John Bockris wasn't entirely correct in his predictions in 1973 and 1974.

Professor John Bockris's prophetic warnings about climate change, and his ideas on how to deal with it, had not been heard by some of Australia's biggest climate experts until recently. (Supplied)

On hydrogen, he incorrectly predicted that sending gas through intercontinental pipelines would be more cost-effective than liquefying it and shipping it in specially made tankers.

Those tankers are already being used to transport liquid hydrogen around the world.

Though in 1982, he did predict that the hydrogen produced in Australia could be converted into ammonia, which is easier to transport in ships.

On solar power, he incorrectly predicted that the cost of solar power, without accounting for the cost of battery storage, would not go below $300 per kilowatt, and would remain only slightly cheaper than nuclear energy.
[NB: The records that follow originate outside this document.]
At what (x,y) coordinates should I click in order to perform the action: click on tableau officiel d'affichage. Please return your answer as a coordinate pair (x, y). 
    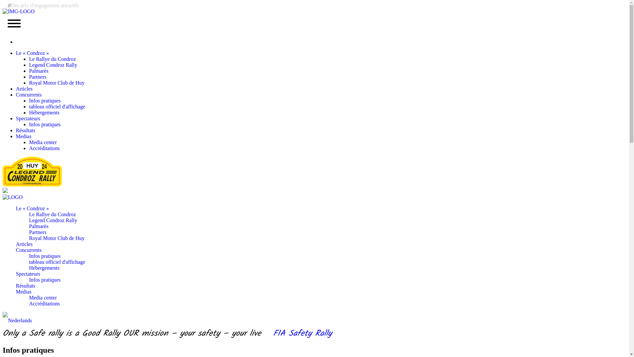
    Looking at the image, I should click on (57, 106).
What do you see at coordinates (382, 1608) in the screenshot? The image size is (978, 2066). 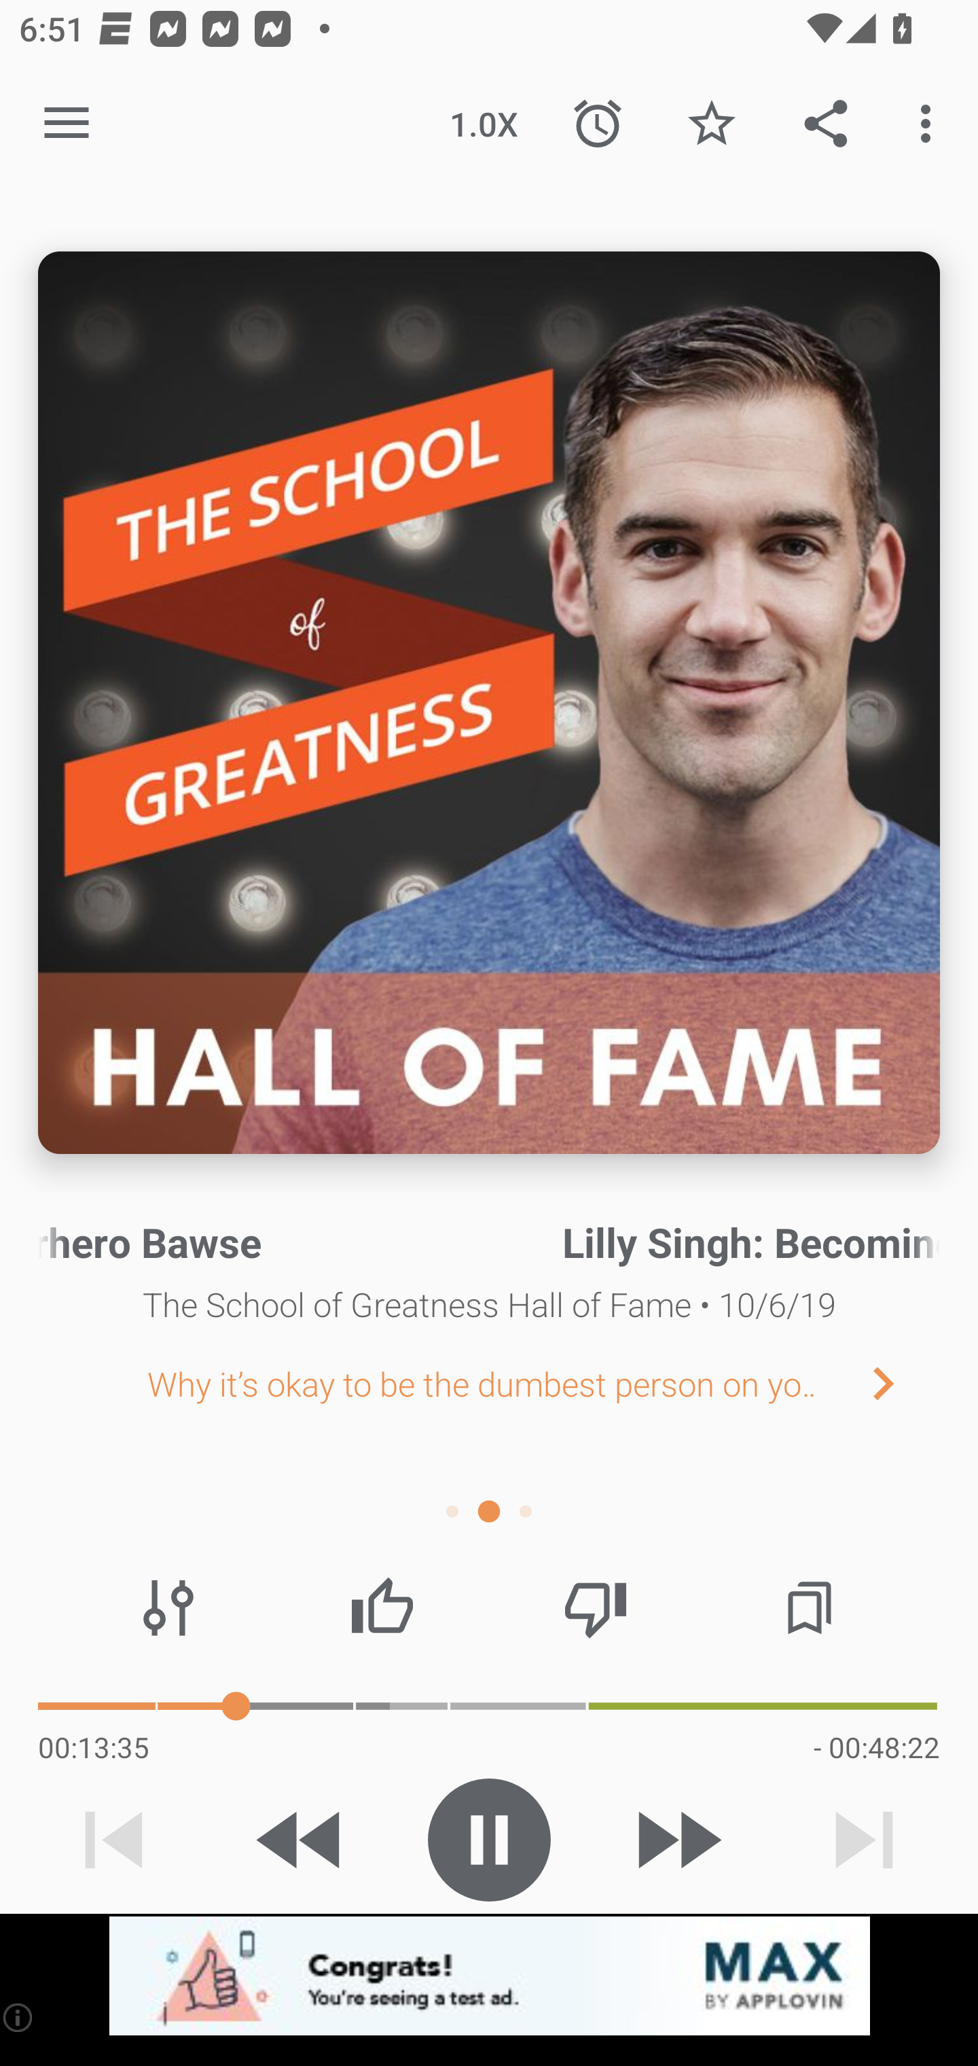 I see `Thumbs up` at bounding box center [382, 1608].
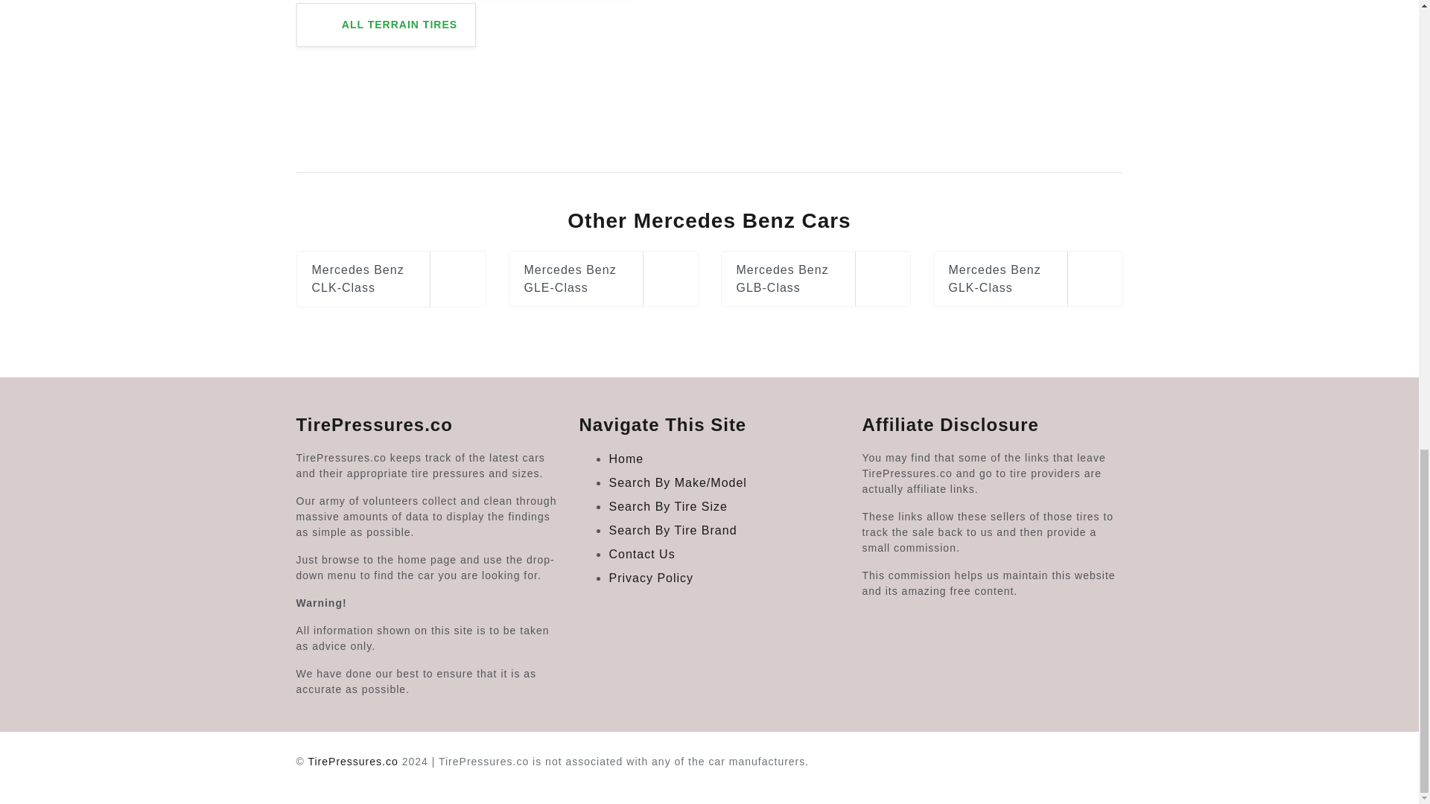  What do you see at coordinates (602, 279) in the screenshot?
I see `Mercedes Benz GLE-Class` at bounding box center [602, 279].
In fact, when adjusted for inflation, solar power is now less than half the price he predicted, and far and away cheaper than nuclear power, even when the cost of battery storage is included.

These mistakes are extremely minor in the face of the number of accurate predictions he was responsible for in the 1970s.

The rest of John Bockris's career was contentious

After moving to Texas A&M University, Professor Bockris made a number of incredible claims of breakthroughs during the 1980s and 1990s which proved less than impressive.

His "breakthroughs" in producing hydrogen directly from sunlight turned out to be based on simple scientific mistakes, though he never admitted he was wrong.

Then he became involved in research into nuclear fusion and transmutation.

He said he and two other researchers had made progress in inventing cold fusion — an entirely safe form of nuclear power generation which would save the world from fossil fuels.

John Bockris featured on the cover of a niche magazine, trumpeting his cold fusion research. (Supplied)

He also worked with an ex-con named Joe Champion on a project which was trying to convert mercury into gold, leading colleagues and newspapers to mockingly call him an alchemist.

"He is an ambitious, egocentric, driven human being who has come a long way … by aggressive, outlandish at times, scrapping," a colleague told the Houston Press newspaper in 1994.

Another colleague, Ramesh Bhardwaj, described the descent into such ideas as shocking.

"I never thought Dr Bockris could be made a fool of."

A letter was published from 15 fellow chemistry professors demanding he resign.

Newsweek magazine began its article on the topic with the question:

"In the revered name of academic freedom, universities tolerate faculty members who are avowed communists and lifelong fascists, outspoken racists and anti-Semites, radical lesbians and rabid homophobes — but alchemists?"

Despite his ambition to win a Nobel Prize, Professor Bockris only ever won the satirical Ig Nobel Prize, in 1997.

He left Texas A&M University after being investigated and cleared three times for fraud or scientific misconduct.

In his 80s, his views became more controversial.

In 2004, eight years before his death, he published a book called The New Paradigm: A Confrontation Between Physics and the Paranormal Phenomena, which cast doubt on almost every scientific theory in existence — from evolution to the big bang to Einstein's theory of relativity.

In it, he wrote about paranormal happenings, including ones he experienced himself, such as a mysterious half-eaten ham sandwich which appeared on his bathroom floor.

On the final page of the book he writes: "I may be going a bit too far too fast."

That was probably true of his whole career.

Now, billions of dollars of investment begin to realise his dream of an Australian hydrogen industry, 49 years after he suggested one.

The number of Australian "solar homes" is approaching 4 million.

Climate change is threatening our way of life.

In 1973 and 1974, John Bockris may have been going "a bit too far too fast", but we should have followed him.